XDR market and technologies were still in their formative stage in 2022 and will continue to see further advancements in 2023 and beyond. XDR is not a brand-new technology, rather, it is an integration of existing security tools and techniques onto one single and unified platform. Many of its data feeds come from existing, single point security products or deployments. What makes XDR a powerful platform is that it collects these data feeds, analyze them using both conventional as well as machine learning or deep learning analytics, provides comprehensive insights of threat attacks with threat hunting and forensic analysis, then automates the mitigation process.

An effective XDR platform should continue to focus on the following fundamental areas to make it more effective and adaptive.
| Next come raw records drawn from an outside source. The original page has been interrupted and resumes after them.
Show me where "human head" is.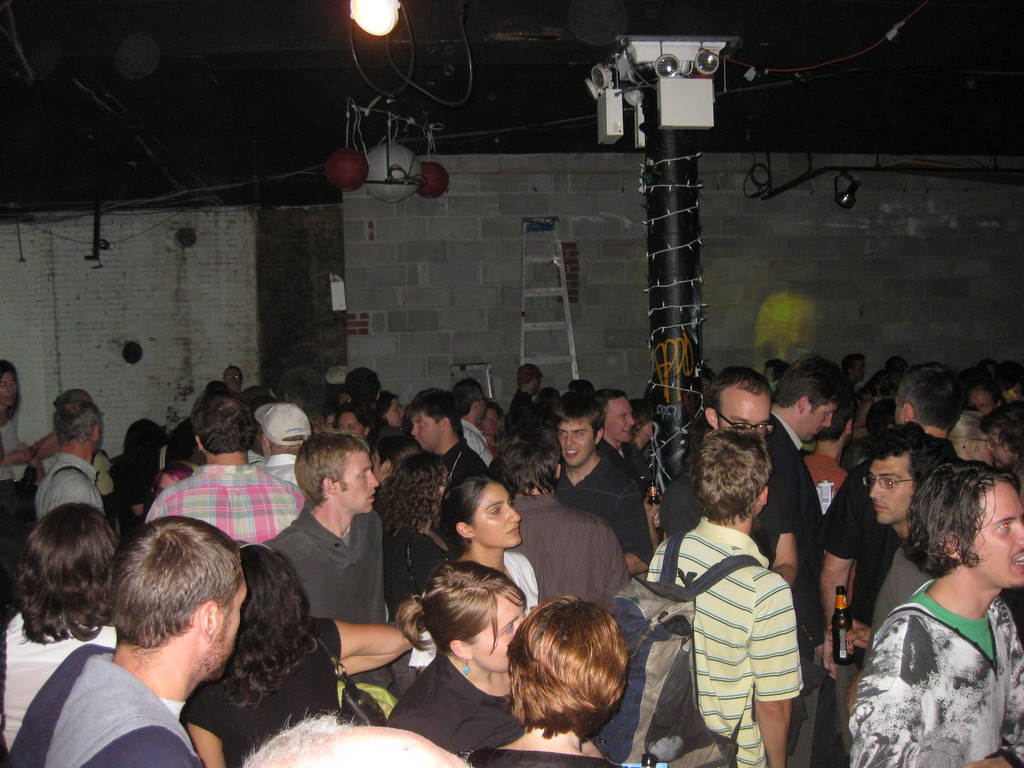
"human head" is at [506,399,551,424].
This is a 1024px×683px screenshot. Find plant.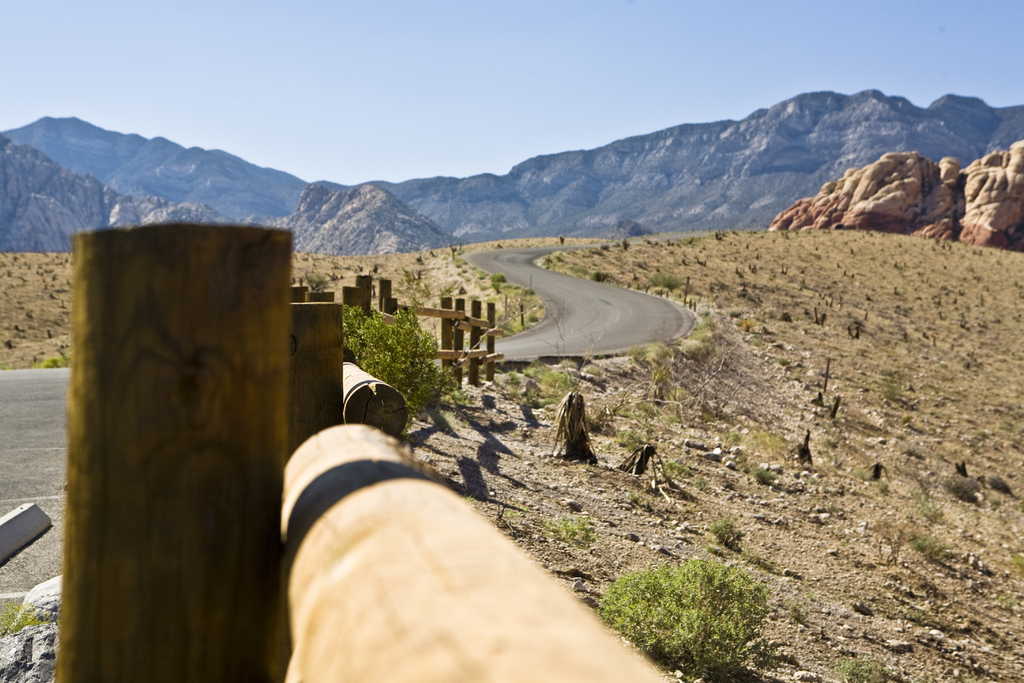
Bounding box: left=438, top=272, right=454, bottom=296.
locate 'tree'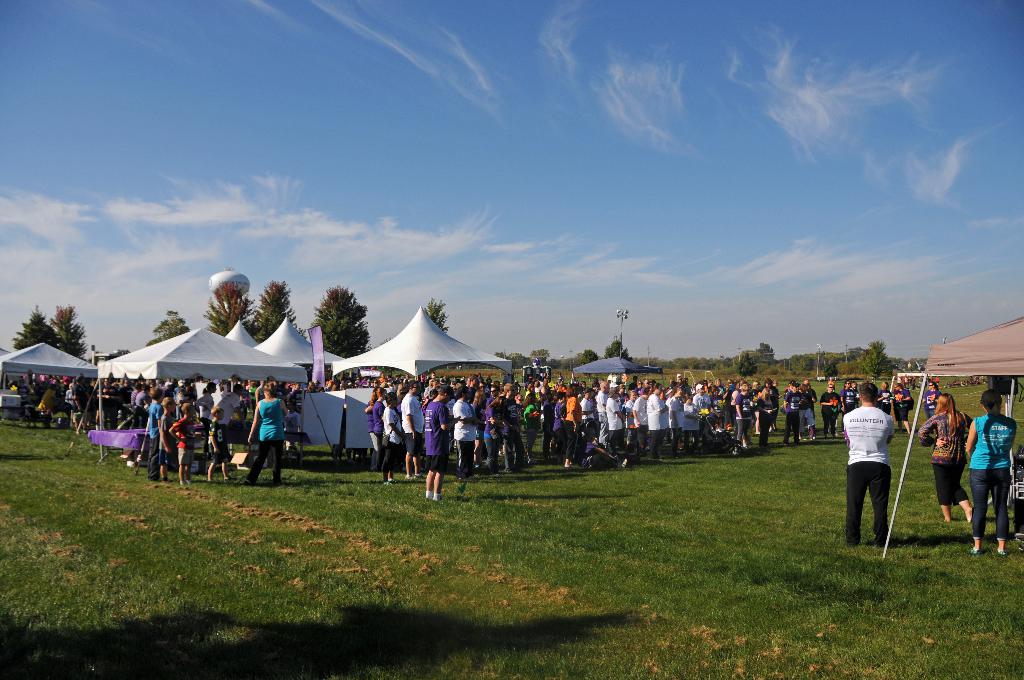
305:280:374:364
Heterogeneous Data Sources

An effective XDR platform should be able to ingest information from multiples data sources, like security device logs, threat events, network flow data or meta data, emails, servers, EDR events, threat intelligence, user data as well as third-party data sources. This data is heterogeneous in nature – they can be structured, semi-structured or non-structured; the scope of data also varies dramatically, from static device or user data to dynamic run time processes, applications. Data is collected and stored in different types of databases across data lake, which is essentially a large, centralized data repository, for certain lengths of time. The XDR platform conducts data normalization, classification, contextualization, and other pre-processing at different levels.

AI Driven Analytics

Analytics using AI technique is an important tool to enable an XDR platform to continuously perform analytical tasks on huge amounts of data in the data lake and over long periods of time, it is useful to detect abnormal behavior or threat infiltration and attack. On the other hand, if deployed in the cloud, multiple AI analytical engines can be executed continuously in the cloud in parallel, correlating analytical results in cloud and update AI models and local detection caches or databases on security devices.

Security Automation

Security automation has always been the important target of any SOC. It is also one of the key requirements for XDR.  There are many components in XDR that can be automated: for example, assets discovery, security vulnerability and risk scanning and assessments, threat hunting, forensic analysis, threat mitigation and ticketing management etc. XDR platforms can also integrate with automation technique using playbooks in a SOAR solution and provide complete threat detection and security operation in SOC.

Security automation helps security companies to improve operational efficiencies, reduce operational cost, which is especially important in today’s economic reality.

Open Architecture

An XDR platform with open architecture can take advantage of security techniques from existing threat detection and prevention techniques and product deployments. It can also leverage state of the art security techniques and tools from other vendors. Open architecture requires a different level of data normalization at the source, unified data interfaces and standard APIs.

By integrating with existing security techniques and solutions from different vendors, XDR platforms can quickly improve the security defense or security operations capabilities. It also helps the XDR platform to establish an eco-system benefitting all stakeholders.

The Future is XDR

According to a recent report from Gartner, while less than 5% of organizations are using XDR today, this number is expected to climb to 40% by 2027.  With the right technology integration, XDR will emerge as a well-rounded, effective security tool to defend against cyberattacks.